BASS PLAYER (mag) MARCH 2004 Issue
Appetite for DistortionDuff McKagan?s main bass is an inexpensive mid-?80s Fender Jazz Special with Seymour Duncan Hot Stack pickups and Rotosound strings. ?Before we started recording I was playing a Music Man bass instead, to get more of a growl,? he says. ?It was great live, but when we made the Velvet Revolver record I went back to playing my Fenders.? A longtime devotee of Gallien-Krueger amps, Duff?s current tone is based on the classic G-K sound but with a bit more aggressive rasp and bite. In the studio and on the road, he?s using a 2001RB head into two G-K RBH 4x10s, an 800RB head into a G-K wx15 for distortion (G-K is designing an 8x10 for touring), and for extra bite, a Marshall JMP guitar head, THD Hot Plate power soak, and a Marshall 1x12 guitar cabinet. ?The combination of the Gallien-Krueger bottom and the Marshall growl is perfect for me,? says Duff. ?I still own and us the G-K rigs from the Guns N? Roses days. They?ve never broken down on me.?

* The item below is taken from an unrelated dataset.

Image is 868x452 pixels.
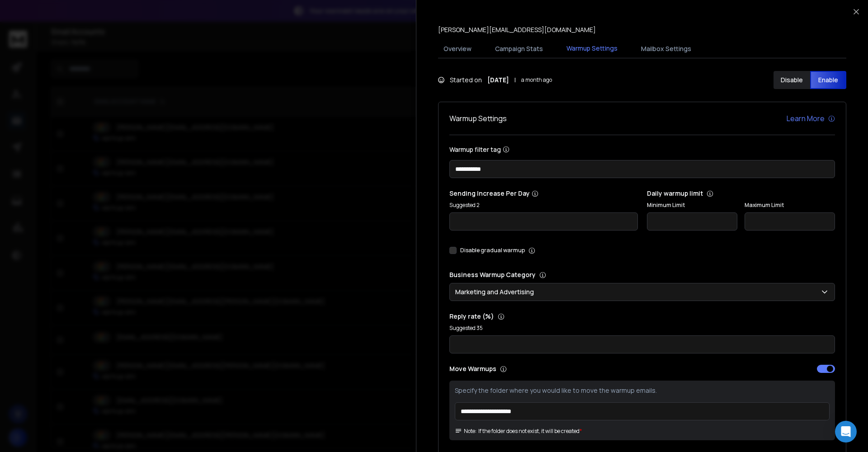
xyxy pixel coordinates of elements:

McKagan uses Dunlop Tortex picks, straps, and straplocks. He sometimes also goes through an MXR ?80 distortion box, and he used a Z-Vex Woolly Mammoth on the tune ?Set Me Free? from the
Hulk{/I] movie soundtrack. ?Those are great pedals. On the road with Velvet Revolver I?ll probably end up using some delays and stuff, but not a lot. Mostly I go for a straightahead sound. I?m not going to get too trippy.?
Thanks to tech Mike ?McBob? Mayhue for help with McKagan?s gear details.